Bangladesh awaits court order to execute Jamaat leader

 Prison authorities in Bangladesh today said they are ready to execute top Jamaat leader Muhammad Quamaruzzaman convicted of war crimes during the 1971 independence war against Pakistan, but are yet to receive a court order in this regard.

Dhaka: Prison authorities in Bangladesh today said they are ready to execute top Jamaat leader Muhammad Quamaruzzaman convicted of war crimes during the 1971 independence war against Pakistan, but are yet to receive a court order in this regard.

"We are yet to receive the (Supreme Court) order in writing to execute him...Before the execution we will have to convey it to the death-row convict and ask if he wants to seek presidential clemency," senior superintendent of high security Dhaka Central Jail Farman Ali told newsmen.

Jail officials preferring anonymity, however, said the hangmen have been kept ready and the execution stage inside the prison has been prepared to execute the convict at any time.
Attorney General Mahbubey Alam told the mass circulation Jugantor newspaper that the apex court is likely to release the full text of the verdict dismissing Quamaruzzaman's petition to review his death sentence.

"They (apex court judges) could have done it on the first day (Monday) when dismissed the petition after hearing...Now it appears they would issue the full text of their order and copy of it would be sent to the prison for carrying out the execution," he said.

The Supreme Court on April 6 rejected Quamaruzzaman's review petition, thwarting his last ditch legal efforts to escape execution.

"If Quamaruzzaman decides not to seek the presidential mercy or if the president rejects his petition for clemency, the government will take steps to execute the convict," Alam said.
Bangladesh's International Crimes Tribunal (ICT) in May 2013 sentenced Quamaruzzaman to death for committing crimes against humanity siding with the Pakistani troops during the 1971 liberation war.

Quamaruzzaman was found him guilty of mass killing, murder, abduction, torture, rape, persecution and abetment of torture in central Mymensingh region. He was convicted for killing 164 people at a village in his home district in northern Sherpur.

The Supreme Court on November 3 last year upheld his death penalty. The apex court, however, issued the full text of the judgement on February 18 and sent it to the ICT, which immediately issued a death warrant.
About three million people were killed by the Pakistani army and their Bengali-speaking collaborators during the liberation. If the verdict is carried out, Quamaruzzaman will be the second Jamaat leader after Quader Mollah to be executed for the 1971 offences.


■ **Task directions**
Check every line of the data below for the word "first" and say how many have it, without further comment.

◆ ◆ ◆ ◆ ◆ ◆ ◆

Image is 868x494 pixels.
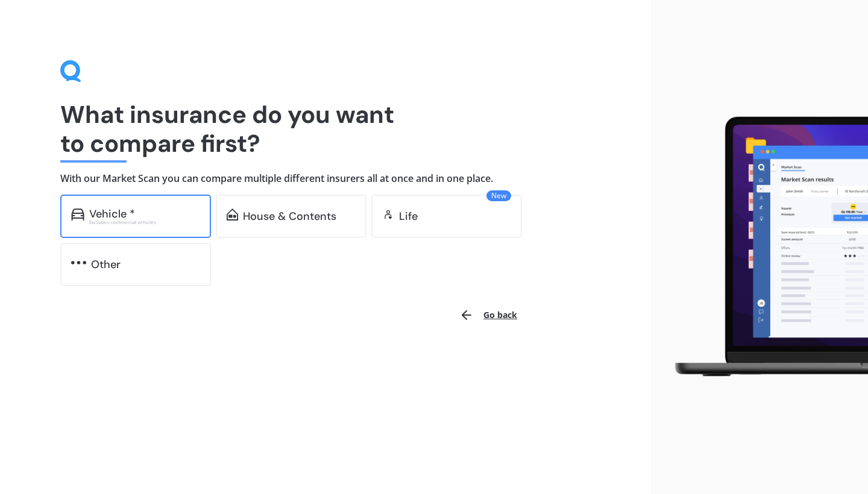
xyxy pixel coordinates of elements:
[71,256,86,269] img: other.81dba5aafe580aa69f38.svg
[60,100,591,158] h1: What insurance do you want to compare first?
[382,209,394,221] img: life.f720d6a2d7cdcd3ad642.svg
[71,209,84,221] img: car.f15378c7a67c060ca3f3.svg
[89,208,135,220] div: Vehicle *
[226,209,238,221] img: home-and-contents.b802091223b8502ef2dd.svg
[243,210,336,222] div: House & Contents
[661,111,868,383] img: laptop.webp
[452,301,524,329] button: Go back
[486,191,511,201] span: New
[89,220,200,225] div: Excludes commercial vehicles
[60,172,591,185] h4: With our Market Scan you can compare multiple different insurers all at once and in one place.
[91,259,120,270] div: Other
[399,210,418,222] div: Life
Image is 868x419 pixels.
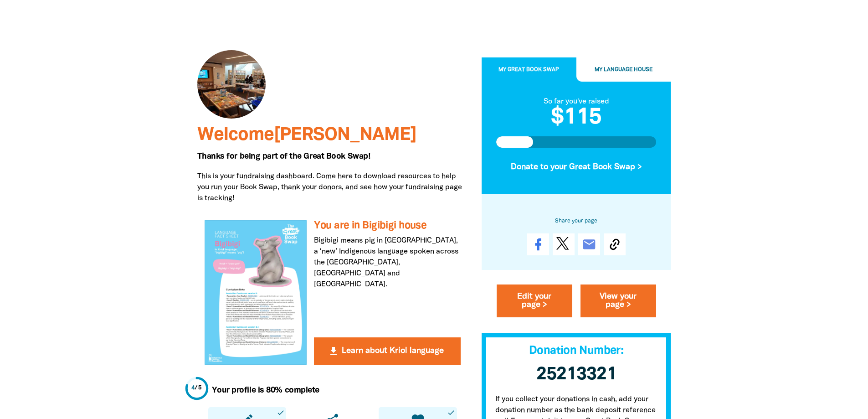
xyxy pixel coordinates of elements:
[496,96,656,107] div: So far you've raised
[496,216,656,226] h6: Share your page
[496,107,656,129] h2: $115
[276,409,284,417] i: done
[498,67,559,72] span: My Great Book Swap
[529,346,623,356] span: Donation Number:
[314,337,460,365] button: get_app Learn about Kriol language
[192,384,202,392] div: / 5
[205,220,307,365] img: You are in Bigibigi house
[212,387,319,394] strong: Your profile is 80% complete
[328,346,339,357] i: get_app
[314,220,460,232] h3: You are in Bigibigi house
[582,237,596,252] i: email
[527,234,549,256] a: Share
[553,234,575,256] a: Post
[604,234,625,256] button: Copy Link
[496,155,656,180] button: Donate to your Great Book Swap >
[496,285,572,318] a: Edit your page >
[197,171,468,204] p: This is your fundraising dashboard. Come here to download resources to help you run your Book Swa...
[578,234,600,256] a: email
[536,366,616,383] span: 25213321
[482,58,577,82] button: My Great Book Swap
[197,127,417,144] span: Welcome [PERSON_NAME]
[577,58,671,82] button: My Language House
[192,385,195,391] span: 4
[447,409,455,417] i: done
[594,67,652,72] span: My Language House
[197,153,370,160] span: Thanks for being part of the Great Book Swap!
[580,285,656,318] a: View your page >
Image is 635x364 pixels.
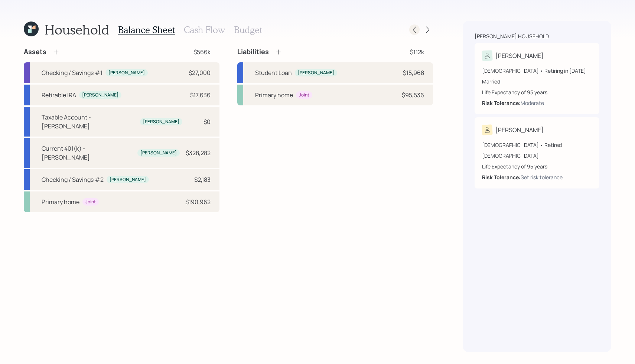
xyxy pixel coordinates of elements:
[482,141,592,149] div: [DEMOGRAPHIC_DATA] • Retired
[190,91,211,99] div: $17,636
[482,99,521,106] b: Risk Tolerance:
[521,99,544,107] div: Moderate
[204,117,211,126] div: $0
[298,70,334,76] div: [PERSON_NAME]
[42,175,104,184] div: Checking / Savings #2
[189,68,211,77] div: $27,000
[186,149,211,157] div: $328,282
[255,91,293,99] div: Primary home
[42,68,103,77] div: Checking / Savings #1
[410,48,424,56] div: $112k
[475,33,549,40] div: [PERSON_NAME] household
[255,68,292,77] div: Student Loan
[482,78,592,85] div: Married
[194,175,211,184] div: $2,183
[109,70,145,76] div: [PERSON_NAME]
[42,144,135,162] div: Current 401(k) - [PERSON_NAME]
[482,163,592,170] div: Life Expectancy of 95 years
[110,177,146,183] div: [PERSON_NAME]
[299,92,309,98] div: Joint
[143,119,180,125] div: [PERSON_NAME]
[482,174,521,181] b: Risk Tolerance:
[403,68,424,77] div: $15,968
[82,92,118,98] div: [PERSON_NAME]
[496,51,544,60] div: [PERSON_NAME]
[118,24,175,35] h3: Balance Sheet
[42,91,76,99] div: Retirable IRA
[186,197,211,207] div: $190,962
[237,48,269,56] h4: Liabilities
[141,150,177,156] div: [PERSON_NAME]
[496,125,544,135] div: [PERSON_NAME]
[42,197,79,207] div: Primary home
[42,113,137,131] div: Taxable Account - [PERSON_NAME]
[521,174,563,181] div: Set risk tolerance
[402,91,424,99] div: $95,536
[24,48,47,56] h4: Assets
[45,22,109,37] h1: Household
[482,88,592,96] div: Life Expectancy of 95 years
[184,24,225,35] h3: Cash Flow
[85,199,96,205] div: Joint
[482,152,592,159] div: [DEMOGRAPHIC_DATA]
[194,48,211,56] div: $566k
[234,24,262,35] h3: Budget
[482,67,592,75] div: [DEMOGRAPHIC_DATA] • Retiring in [DATE]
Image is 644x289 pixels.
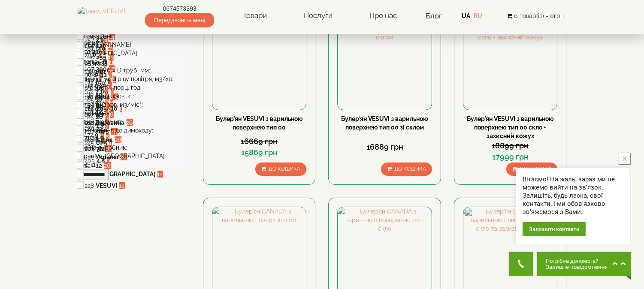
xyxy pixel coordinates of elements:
[115,136,121,143] span: 26
[537,252,631,276] button: Chat button
[546,264,608,270] span: Залиште повідомлення
[337,141,431,153] div: 16889 грн
[78,32,190,40] div: D топки, мм:
[78,134,190,143] div: ККД, %:
[78,92,190,100] div: Вага порції дров, кг:
[341,115,428,131] a: Булер'ян VESUVI з варильною поверхнею тип 00 зі склом
[78,152,190,160] div: Гарантія, [GEOGRAPHIC_DATA]:
[506,163,557,176] button: До кошика
[216,115,303,131] a: Булер'ян VESUVI з варильною поверхнею тип 00
[255,163,306,176] button: До кошика
[96,181,117,190] label: VESUVI
[463,151,557,163] div: 17999 грн
[96,170,156,178] label: [GEOGRAPHIC_DATA]
[145,13,214,27] span: Передзвоніть мені
[212,147,306,158] div: 15869 грн
[463,16,557,109] img: Булер'ян VESUVI з варильною поверхнею тип 00 скло + захисний кожух
[381,163,432,176] button: До кошика
[78,100,190,109] div: Витрати дров, м3/міс*:
[78,83,190,92] div: Час роботи, порц. год:
[96,135,113,144] label: Заднє
[514,13,564,19] span: 0 товар(ів) - 0грн
[463,140,557,151] div: 18899 грн
[212,136,306,147] div: 16669 грн
[78,160,190,169] div: Бренд:
[78,40,190,57] div: L [PERSON_NAME], [GEOGRAPHIC_DATA]:
[212,16,306,109] img: Булер'ян VESUVI з варильною поверхнею тип 00
[269,166,300,172] span: До кошика
[96,161,102,170] label: 12
[78,143,190,152] div: Країна виробник:
[462,13,470,19] a: UA
[78,126,190,134] div: Підключення до димоходу:
[338,16,431,109] img: Булер'ян VESUVI з варильною поверхнею тип 00 зі склом
[509,252,533,276] button: Get Call button
[523,222,586,236] div: Залишити контакти
[157,171,163,177] span: 12
[78,109,190,117] div: Вид палива:
[78,57,190,66] div: V топки, л:
[234,6,275,26] a: Товари
[78,75,190,83] div: Швидкість нагріву повітря, м3/хв:
[295,6,341,26] a: Послуги
[504,11,566,21] button: 0 товар(ів) - 0грн
[474,13,482,19] a: RU
[145,5,214,13] a: 0674573393
[85,182,94,189] span: 228
[78,66,190,75] div: Число труб x D труб, мм:
[104,162,111,169] span: 26
[110,59,112,66] span: 1
[465,209,474,218] img: gift
[361,6,405,26] a: Про нас
[119,182,125,189] span: 14
[546,258,608,264] span: Потрібна допомога?
[467,115,554,139] a: Булер'ян VESUVI з варильною поверхнею тип 00 скло + захисний кожух
[425,12,442,20] a: Блог
[78,7,125,25] img: Завод VESUVI
[126,119,133,126] span: 26
[394,166,426,172] span: До кошика
[78,117,190,126] div: H димоходу, м**:
[618,153,630,165] button: close button
[523,175,623,216] div: Вітаємо! На жаль, зараз ми не можемо вийти на зв'язок. Залишіть, будь ласка, свої контакти, і ми ...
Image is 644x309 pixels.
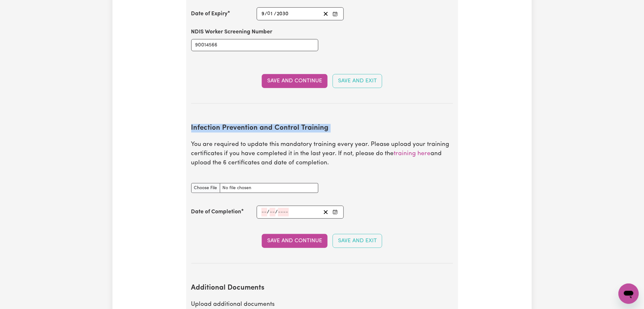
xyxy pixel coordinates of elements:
[270,208,276,217] input: --
[333,74,382,89] button: Save and Exit
[262,234,327,248] button: Save and Continue
[268,12,271,17] span: 0
[276,209,278,215] span: /
[191,28,272,36] label: NDIS Worker Screening Number
[333,234,382,248] button: Save and Exit
[267,209,270,215] span: /
[191,208,242,216] label: Date of Completion
[395,151,431,157] a: training here
[321,208,331,217] button: Clear date
[268,10,274,18] input: --
[274,12,277,17] span: /
[191,140,453,167] p: You are required to update this mandatory training every year. Please upload your training certif...
[278,208,289,217] input: ----
[265,12,268,17] span: /
[262,10,265,18] input: --
[191,10,228,18] label: Date of Expiry
[331,208,340,217] button: Enter the Date of Completion of your Infection Prevention and Control Training
[262,208,267,217] input: --
[321,10,331,18] button: Clear date
[277,10,289,18] input: ----
[619,284,640,305] iframe: Button to launch messaging window
[262,74,327,89] button: Save and Continue
[191,284,453,293] h2: Additional Documents
[191,124,453,133] h2: Infection Prevention and Control Training
[331,10,340,18] button: Enter the Date of Expiry of your NDIS Worker Screening Check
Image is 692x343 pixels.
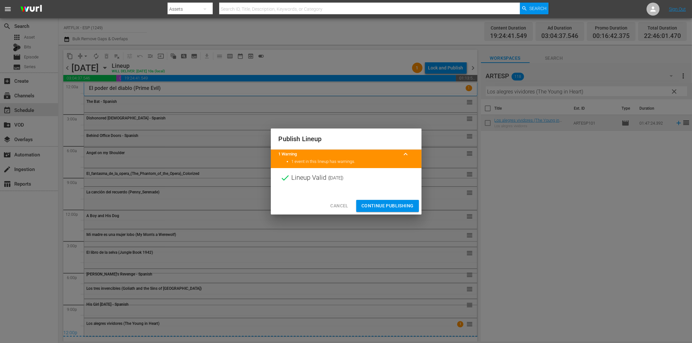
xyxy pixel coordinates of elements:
[279,134,414,144] h2: Publish Lineup
[529,3,547,14] span: Search
[669,6,686,12] a: Sign Out
[362,202,414,210] span: Continue Publishing
[330,202,348,210] span: Cancel
[398,147,414,162] button: keyboard_arrow_up
[292,159,414,165] li: 1 event in this lineup has warnings.
[16,2,47,17] img: ans4CAIJ8jUAAAAAAAAAAAAAAAAAAAAAAAAgQb4GAAAAAAAAAAAAAAAAAAAAAAAAJMjXAAAAAAAAAAAAAAAAAAAAAAAAgAT5G...
[279,151,398,158] title: 1 Warning
[271,168,422,188] div: Lineup Valid
[325,200,353,212] button: Cancel
[4,5,12,13] span: menu
[356,200,419,212] button: Continue Publishing
[402,150,410,158] span: keyboard_arrow_up
[328,173,344,183] span: ( [DATE] )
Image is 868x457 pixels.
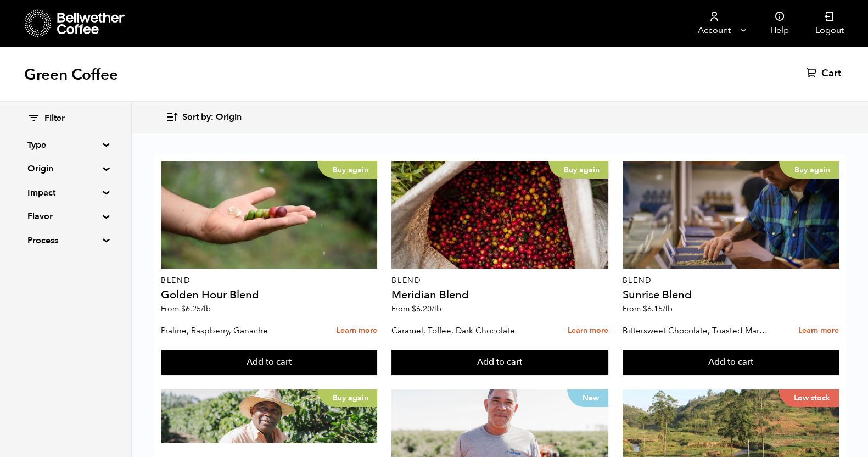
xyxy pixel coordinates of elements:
[412,303,416,314] span: $
[161,161,377,268] a: Buy again
[392,350,608,375] button: Add to cart
[317,161,377,179] p: Buy again
[568,319,609,343] a: Learn more
[166,104,241,130] button: Sort by: Origin
[317,389,377,407] p: Buy again
[643,303,648,314] span: $
[161,289,377,300] h4: Golden Hour Blend
[779,389,839,407] p: Low stock
[28,138,104,152] summary: Type
[779,161,839,179] p: Buy again
[431,303,441,314] span: /lb
[392,277,608,284] p: Blend
[643,303,673,314] bdi: 6.15
[392,289,608,300] h4: Meridian Blend
[663,303,673,314] span: /lb
[822,67,842,80] span: Cart
[28,186,104,199] summary: Impact
[336,319,377,343] a: Learn more
[44,113,65,125] span: Filter
[799,319,839,343] a: Learn more
[623,161,839,268] a: Buy again
[181,303,185,314] span: $
[161,303,211,314] span: From
[24,65,118,84] h1: Green Coffee
[623,277,839,284] p: Blend
[28,210,104,223] summary: Flavor
[567,389,609,407] p: New
[807,67,844,80] a: Cart
[182,111,241,123] span: Sort by: Origin
[28,234,104,247] summary: Process
[201,303,211,314] span: /lb
[181,303,211,314] bdi: 6.25
[412,303,441,314] bdi: 6.20
[623,303,673,314] span: From
[623,322,770,339] p: Bittersweet Chocolate, Toasted Marshmallow, Candied Orange, Praline
[392,303,441,314] span: From
[623,289,839,300] h4: Sunrise Blend
[161,277,377,284] p: Blend
[161,322,308,339] p: Praline, Raspberry, Ganache
[392,161,608,268] a: Buy again
[392,322,539,339] p: Caramel, Toffee, Dark Chocolate
[28,162,104,175] summary: Origin
[549,161,609,179] p: Buy again
[161,350,377,375] button: Add to cart
[623,350,839,375] button: Add to cart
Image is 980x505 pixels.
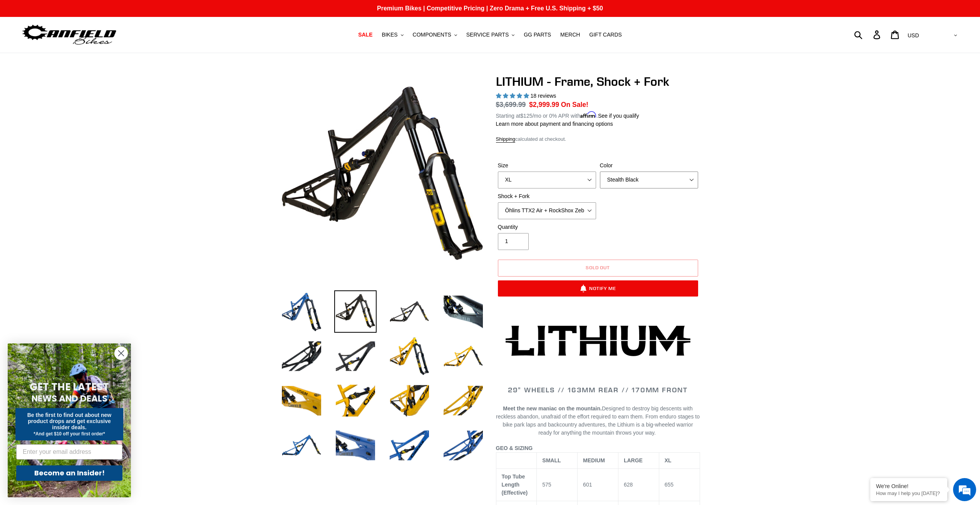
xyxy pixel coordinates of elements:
img: Load image into Gallery viewer, LITHIUM - Frame, Shock + Fork [281,425,323,467]
div: Navigation go back [8,42,20,53]
img: Load image into Gallery viewer, LITHIUM - Frame, Shock + Fork [442,380,484,422]
a: GIFT CARDS [586,30,625,40]
span: GG PARTS [524,32,551,38]
textarea: Type your message and hit 'Enter' [4,210,147,237]
label: Color [600,161,698,169]
span: Sold out [586,265,610,271]
a: See if you qualify - Learn more about Affirm Financing (opens in modal) [598,113,639,119]
a: SALE [355,30,376,40]
span: MERCH [561,32,580,38]
a: MERCH [557,30,584,40]
a: GG PARTS [520,30,555,40]
span: 18 reviews [531,92,557,99]
img: Load image into Gallery viewer, LITHIUM - Frame, Shock + Fork [281,380,323,422]
button: COMPONENTS [409,30,461,40]
span: XL [664,457,672,464]
img: Load image into Gallery viewer, LITHIUM - Frame, Shock + Fork [334,290,376,333]
img: Load image into Gallery viewer, LITHIUM - Frame, Shock + Fork [442,425,484,467]
b: Meet the new maniac on the mountain. [503,405,602,412]
span: Be the first to find out about new product drops and get exclusive insider deals. [28,412,112,430]
label: Size [498,161,596,169]
span: Affirm [580,112,596,118]
span: $125 [520,113,532,119]
span: SMALL [542,457,561,464]
h1: LITHIUM - Frame, Shock + Fork [496,75,700,89]
span: LARGE [624,457,643,464]
img: Load image into Gallery viewer, LITHIUM - Frame, Shock + Fork [389,290,431,333]
span: Designed to destroy big descents with reckless abandon, unafraid of the effort required to earn t... [496,405,700,436]
td: 601 [578,469,618,502]
button: SERVICE PARTS [462,30,518,40]
span: $2,999.99 [529,101,559,109]
input: Enter your email address [16,444,122,460]
button: Notify Me [498,280,698,297]
label: Shock + Fork [498,192,596,200]
img: Load image into Gallery viewer, LITHIUM - Frame, Shock + Fork [281,336,323,378]
td: 655 [659,469,700,502]
span: We're online! [45,97,106,175]
span: $3,699.99 [496,101,527,109]
p: How may I help you today? [876,490,942,496]
span: . [655,430,656,436]
span: 5.00 stars [496,92,531,99]
label: Quantity [498,223,596,231]
a: Shipping [496,136,516,143]
span: *And get $10 off your first order* [33,431,105,437]
img: Load image into Gallery viewer, LITHIUM - Frame, Shock + Fork [389,425,431,467]
span: GET THE LATEST [30,380,109,394]
p: Starting at /mo or 0% APR with . [496,110,639,120]
button: Sold out [498,259,698,276]
img: Load image into Gallery viewer, LITHIUM - Frame, Shock + Fork [442,336,484,378]
div: Chat with us now [52,43,141,53]
span: GIFT CARDS [589,32,622,38]
img: Load image into Gallery viewer, LITHIUM - Frame, Shock + Fork [389,380,431,422]
div: We're Online! [876,483,942,490]
img: Canfield Bikes [21,23,118,47]
div: Minimize live chat window [127,4,145,23]
span: Top Tube Length (Effective) [502,473,528,496]
td: 628 [618,469,659,502]
div: calculated at checkout. [496,135,700,143]
img: Load image into Gallery viewer, LITHIUM - Frame, Shock + Fork [281,290,323,333]
img: d_696896380_company_1647369064580_696896380 [24,38,44,58]
span: SERVICE PARTS [466,32,509,38]
span: On Sale! [561,100,588,109]
span: MEDIUM [583,457,605,464]
img: Load image into Gallery viewer, LITHIUM - Frame, Shock + Fork [334,380,376,422]
span: 29" WHEELS // 163mm REAR // 170mm FRONT [508,386,688,395]
img: Load image into Gallery viewer, LITHIUM - Frame, Shock + Fork [389,336,431,378]
span: GEO & SIZING [496,445,533,452]
input: Search [858,26,878,43]
span: From enduro stages to bike park laps and backcountry adventures, the Lithium is a big-wheeled war... [503,413,700,436]
a: Learn more about payment and financing options [496,121,613,127]
button: BIKES [378,30,407,40]
img: Load image into Gallery viewer, LITHIUM - Frame, Shock + Fork [334,425,376,467]
button: Become an Insider! [16,465,122,481]
img: Load image into Gallery viewer, LITHIUM - Frame, Shock + Fork [334,336,376,378]
img: Lithium-Logo_480x480.png [505,326,690,357]
td: 575 [537,469,578,502]
span: COMPONENTS [413,32,451,38]
span: BIKES [381,32,398,38]
button: Close dialog [114,347,128,360]
img: Load image into Gallery viewer, LITHIUM - Frame, Shock + Fork [442,290,484,333]
span: NEWS AND DEALS [32,392,107,404]
span: SALE [359,32,372,38]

◆ ◆ ◆ ◆ ◆ ◆ ◆

■ **Solution for this exercise**
3